Focus was one of the tips for craft breweries from Brewers Association chief economist Bart Watson during last week’s Craft Brewers Conference. Few brewers knocking on the door of 100,000 barrels are as focused as Montucky Cold Snacks. The Bozeman, Montana-headquartered craft brewery has one liquid and four SKUs.
The whirlwind that is the Craft Brewers Conference is finally over. Through a haze of honky-tonks and jet lag, I’m still unpacking the week of beer business talk in Nashville.
The first Brew Talks meetup is set for Sunday, May 7, at Nashville Underground. We’re going to start off Craft Brewers Conference week with two big talks, plus beers and networking.
Another week, another consolidation of small breweries. The week started with New Jersey’s Cape May Brewery announcing plans to acquire Flying Fish, one of the Garden State’s oldest breweries.
We don’t have the production numbers just yet, but the rankings are in for the Brewers Association’s (BA) annual list of the top 50 craft breweries by volume in 2022. This isn’t a best of list but a ranking of output for the breweries that meet the BA’s small and independent craft brewery definition.
This week was a bit of deja vu, from non-alcoholic beer and higher ABV products aimed at convenience stores, to building out brand families and making partnerships, to filling out distribution maps.
As the craft beer segment matures and sales slow, a lot of brewers are trying to figure out the path forward. That seemed to be the unofficial theme of the week.
The job cuts in the tech sector have finally touched beverage-alcohol. Drizly, the Uber-owned alcohol e-commerce delivery platform, underwent “company wide” layoffs that affected around 100 roles. Brewbound’s Zoe Licata first to reported.
This week, we have a tale of two market expansions and one is off to either a great start (selling more beer than expected) or a rough one (running into out of stocks), depending on your perspective.
As the Brewbound team gets ready to embark on another road trip next week, Zoe and Jess are wrapping up their own recent journeys. Zoe ventured to Maine for the New England Craft Brew Summit in Portland, and she picked up more than a few nuggets from that trip. Notably, Brewers Association chief economist Bart Watson offered an early read on 2022 production numbers.
For only the second time in its 43-year history, Sierra Nevada has invested in another beverage company, albeit for a minority stake. The Chico, California-headquartered craft brewery announced it has made a minority investment in Riot Energy, a Venice, California-based energy drink maker.
Craft brewers have been living in turmoil for a few years now. Slowing growth, increasing competition, a pandemic, shifting consumer focuses, a consolidating middle tier, shrinking retail shelf space, supply chain turmoil, inflation, layoffs, increased minimum wage, skyrocketing rents have all taken a toll. So craft brewers continue to try to figure it out.
In a heavy Boston Beer Company news week, I wouldn’t blame you if you missed out on some of this week’s headlines. Chief among them: I believe we have our first craft-on-craft deal of the year.
Hard seltzer searching for its floor has been a theme of Wall Street analyst reports over the last year. That line appeared again in the most recent “Hard Seltzer Dashboard” by Jefferies’ Kevin Grundy, which noted that hard seltzer’s share of total beer category dollar sales in Q4 2022 was the lowest point the segment had seen since the start of the pandemic.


**Exercise goal:** Return all lines in the data where the string "Intern" can be found.

══════

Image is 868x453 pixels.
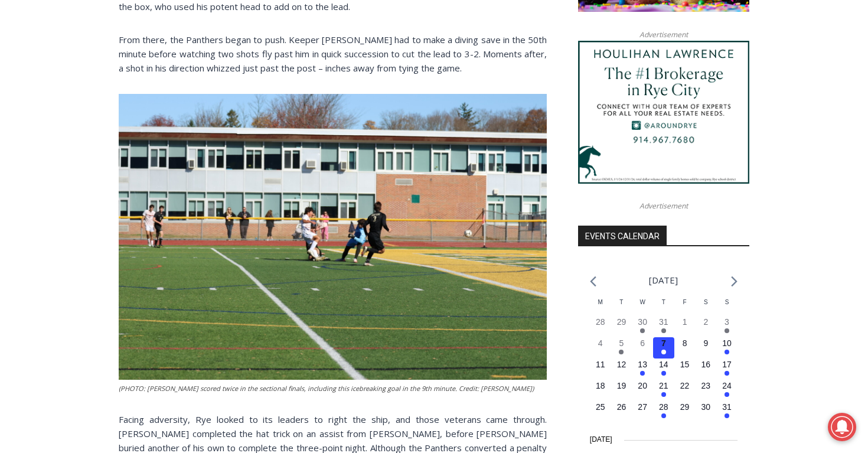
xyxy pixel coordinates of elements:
em: Has events [661,414,666,418]
button: 15 [674,359,696,380]
button: 25 [589,401,611,422]
button: 8 [674,337,696,359]
time: 14 [659,360,668,369]
a: Book [PERSON_NAME]'s Good Humor for Your Event [351,4,427,54]
li: [DATE] [649,272,678,288]
time: 4 [598,339,603,348]
button: 19 [611,380,633,401]
button: 20 [632,380,653,401]
em: Has events [724,371,729,376]
figcaption: (PHOTO: [PERSON_NAME] scored twice in the sectional finals, including this icebreaking goal in th... [119,384,546,394]
span: T [662,299,665,306]
div: Monday [589,297,611,316]
time: 12 [617,360,626,369]
time: [DATE] [589,434,612,446]
em: Has events [661,329,666,333]
time: 19 [617,381,626,391]
a: Intern @ [DOMAIN_NAME] [284,114,572,147]
time: 28 [596,317,605,327]
time: 30 [701,402,711,412]
time: 11 [596,360,605,369]
time: 26 [617,402,626,412]
time: 2 [703,317,708,327]
button: 16 [695,359,716,380]
em: Has events [640,371,644,376]
span: Intern @ [DOMAIN_NAME] [308,117,547,144]
button: 29 [674,401,696,422]
button: 31 Has events [653,316,674,337]
button: 14 Has events [653,359,674,380]
h4: Book [PERSON_NAME]'s Good Humor for Your Event [360,12,411,46]
time: 10 [722,339,731,348]
span: S [704,299,708,306]
em: Has events [661,350,666,354]
button: 7 Has events [653,337,674,359]
time: 24 [722,381,731,391]
a: Previous month [589,276,596,287]
h2: Events Calendar [578,226,666,246]
div: Sunday [716,297,737,316]
button: 2 [695,316,716,337]
span: F [683,299,686,306]
time: 20 [638,381,647,391]
time: 29 [617,317,626,327]
time: 27 [638,402,647,412]
em: Has events [724,329,729,333]
em: Has events [640,329,644,333]
div: Thursday [653,297,674,316]
em: Has events [724,392,729,397]
time: 15 [680,360,689,369]
button: 11 [589,359,611,380]
div: Friday [674,297,696,316]
time: 16 [701,360,711,369]
div: Located at [STREET_ADDRESS][PERSON_NAME] [121,74,167,141]
span: Advertisement [628,200,699,211]
span: Open Tues. - Sun. [PHONE_NUMBER] [4,122,116,167]
time: 28 [659,402,668,412]
span: S [725,299,729,306]
button: 3 Has events [716,316,737,337]
button: 30 [695,401,716,422]
time: 22 [680,381,689,391]
img: Houlihan Lawrence The #1 Brokerage in Rye City [578,41,749,184]
a: Next month [731,276,737,287]
time: 8 [683,339,687,348]
div: Wednesday [632,297,653,316]
button: 9 [695,337,716,359]
button: 4 [589,337,611,359]
img: (PHOTO: Alex Rojas scored twice in the sectional finals, including this icebreaking goal in the 9... [119,94,546,380]
time: 29 [680,402,689,412]
time: 23 [701,381,711,391]
time: 6 [640,339,644,348]
time: 7 [661,339,666,348]
button: 13 Has events [632,359,653,380]
button: 21 Has events [653,380,674,401]
button: 6 [632,337,653,359]
button: 30 Has events [632,316,653,337]
em: Has events [724,414,729,418]
span: Advertisement [628,29,699,40]
time: 30 [638,317,647,327]
time: 17 [722,360,731,369]
div: Tuesday [611,297,633,316]
div: "I learned about the history of a place I’d honestly never considered even as a resident of [GEOG... [298,1,558,114]
button: 12 [611,359,633,380]
time: 31 [722,402,731,412]
button: 29 [611,316,633,337]
a: Open Tues. - Sun. [PHONE_NUMBER] [1,119,119,147]
span: W [639,299,644,306]
time: 18 [596,381,605,391]
time: 5 [619,339,624,348]
button: 27 [632,401,653,422]
button: 26 [611,401,633,422]
button: 1 [674,316,696,337]
time: 25 [596,402,605,412]
span: T [619,299,623,306]
em: Has events [661,392,666,397]
button: 24 Has events [716,380,737,401]
button: 22 [674,380,696,401]
p: From there, the Panthers began to push. Keeper [PERSON_NAME] had to make a diving save in the 50t... [119,32,546,75]
button: 28 [589,316,611,337]
button: 23 [695,380,716,401]
time: 21 [659,381,668,391]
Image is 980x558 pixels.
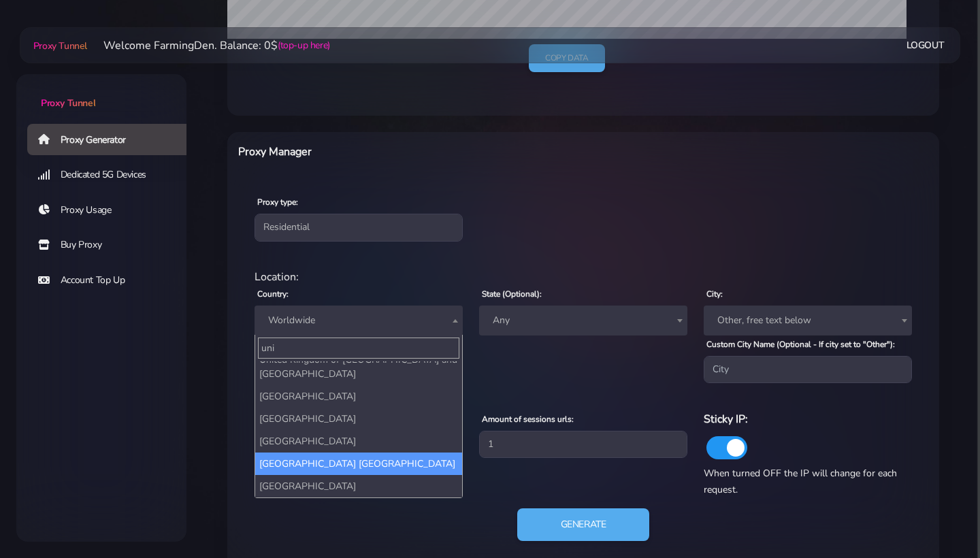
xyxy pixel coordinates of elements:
[33,40,87,52] span: Proxy Tunnel
[255,348,463,385] li: United Kingdom of [GEOGRAPHIC_DATA] and [GEOGRAPHIC_DATA]
[246,394,920,410] div: Proxy Settings:
[263,311,455,330] span: Worldwide
[27,195,198,226] a: Proxy Usage
[707,288,723,300] label: City:
[481,288,542,300] label: State (Optional):
[27,265,198,296] a: Account Top Up
[255,408,463,430] li: [GEOGRAPHIC_DATA]
[27,229,198,261] a: Buy Proxy
[255,453,463,475] li: [GEOGRAPHIC_DATA] [GEOGRAPHIC_DATA]
[254,305,463,336] span: Worldwide
[30,35,87,57] a: Proxy Tunnel
[258,338,460,358] input: Search
[704,356,912,383] input: City
[481,413,574,426] label: Amount of sessions urls:
[906,33,945,58] a: Logout
[278,38,330,52] a: (top-up here)
[704,467,897,497] span: When turned OFF the IP will change for each request.
[255,430,463,453] li: [GEOGRAPHIC_DATA]
[255,475,463,497] li: [GEOGRAPHIC_DATA]
[517,509,650,541] button: Generate
[255,385,463,408] li: [GEOGRAPHIC_DATA]
[257,196,298,208] label: Proxy type:
[487,311,679,330] span: Any
[704,410,912,428] h6: Sticky IP:
[707,339,895,351] label: Custom City Name (Optional - If city set to "Other"):
[779,336,963,541] iframe: Webchat Widget
[480,305,688,336] span: Any
[27,124,198,155] a: Proxy Generator
[704,305,912,336] span: Other, free text below
[27,159,198,190] a: Dedicated 5G Devices
[87,38,330,54] li: Welcome FarmingDen. Balance: 0$
[257,288,289,300] label: Country:
[41,96,96,110] span: Proxy Tunnel
[238,143,635,161] h6: Proxy Manager
[712,311,904,330] span: Other, free text below
[16,74,186,111] a: Proxy Tunnel
[246,269,920,286] div: Location:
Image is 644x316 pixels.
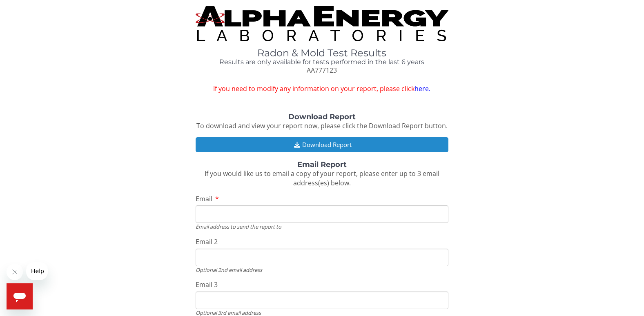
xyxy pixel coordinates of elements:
span: If you would like us to email a copy of your report, please enter up to 3 email address(es) below. [205,169,440,188]
div: Optional 2nd email address [195,266,449,274]
span: AA777123 [307,66,337,75]
img: TightCrop.jpg [195,6,449,41]
strong: Download Report [288,112,356,121]
button: Download Report [195,137,449,152]
h4: Results are only available for tests performed in the last 6 years [195,59,449,66]
span: Email 2 [195,237,218,246]
a: here. [415,84,430,93]
iframe: Button to launch messaging window [6,283,33,310]
iframe: Close message [6,264,23,280]
div: Email address to send the report to [195,223,449,231]
iframe: Message from company [26,262,48,280]
strong: Email Report [298,160,347,169]
h1: Radon & Mold Test Results [195,48,449,59]
span: Email 3 [195,280,218,289]
span: Email [195,194,213,203]
span: To download and view your report now, please click the Download Report button. [196,121,448,130]
span: If you need to modify any information on your report, please click [195,84,449,93]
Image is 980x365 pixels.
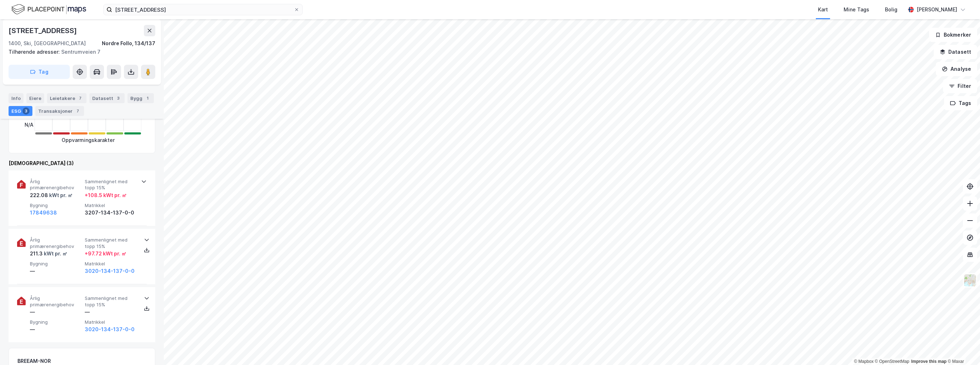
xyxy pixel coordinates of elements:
div: 1 [144,95,151,101]
button: Analyse [936,62,978,76]
span: Årlig primærenergibehov [30,178,82,191]
span: Matrikkel [84,203,136,208]
div: [PERSON_NAME] [917,6,957,14]
span: Tilhørende adresser: [9,49,61,55]
a: OpenStreetMap [875,359,909,364]
iframe: Chat Widget [944,331,980,365]
span: Årlig primærenergibehov [30,237,82,250]
span: Bygning [30,320,82,325]
div: 211.3 [30,250,67,258]
img: Z [964,273,977,287]
span: Sammenlignet med topp 15% [84,295,136,307]
div: — [30,267,82,276]
button: Tag [9,65,70,79]
div: [DEMOGRAPHIC_DATA] (3) [9,159,155,168]
span: Bygning [30,203,82,208]
div: Transaksjoner [35,106,84,116]
div: Kart [818,6,828,14]
img: logo.f888ab2527a4732fd821a326f86c7f29.svg [11,3,86,15]
button: Tags [944,96,978,110]
div: 7 [76,95,84,101]
span: Matrikkel [84,320,136,325]
div: — [30,307,82,316]
span: Matrikkel [84,261,136,267]
div: — [30,325,82,333]
div: + 108.5 kWt pr. ㎡ [84,191,127,200]
button: Bokmerker [930,28,978,42]
div: N/A [24,118,33,131]
button: Filter [943,79,978,93]
div: — [84,307,136,316]
span: Sammenlignet med topp 15% [84,178,136,191]
div: 222.08 [30,191,72,200]
div: Sentrumveien 7 [9,48,149,56]
button: Datasett [934,45,978,59]
button: 3020-134-137-0-0 [84,325,135,333]
div: kWt pr. ㎡ [48,191,72,200]
div: + 97.72 kWt pr. ㎡ [84,250,127,258]
div: Datasett [89,93,125,103]
button: 17849638 [30,208,57,217]
div: Bygg [127,93,154,103]
button: 3020-134-137-0-0 [84,267,135,276]
div: ESG [9,106,32,116]
div: 3 [114,95,122,101]
div: Info [9,93,24,103]
div: 1400, Ski, [GEOGRAPHIC_DATA] [9,39,86,48]
div: Bolig [885,6,898,14]
span: Bygning [30,261,82,267]
div: Nordre Follo, 134/137 [101,39,155,48]
input: Søk på adresse, matrikkel, gårdeiere, leietakere eller personer [112,4,294,15]
div: [STREET_ADDRESS] [9,25,79,36]
a: Mapbox [854,359,874,364]
div: 7 [74,107,81,114]
div: Oppvarmingskarakter [62,136,114,144]
div: Leietakere [47,93,87,103]
div: kWt pr. ㎡ [43,250,67,258]
div: Eiere [26,93,44,103]
a: Improve this map [912,359,947,364]
div: 3207-134-137-0-0 [84,208,136,217]
span: Sammenlignet med topp 15% [84,237,136,250]
div: Mine Tags [844,6,870,14]
span: Årlig primærenergibehov [30,295,82,307]
div: 3 [23,107,29,114]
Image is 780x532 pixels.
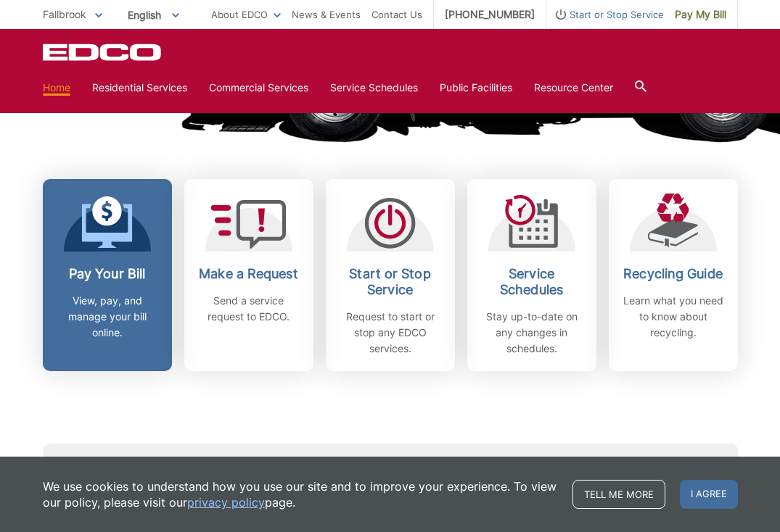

══════

**Task solution:**
a: Intern @ [DOMAIN_NAME] [284,114,572,147]
span: Intern @ [DOMAIN_NAME] [308,117,547,144]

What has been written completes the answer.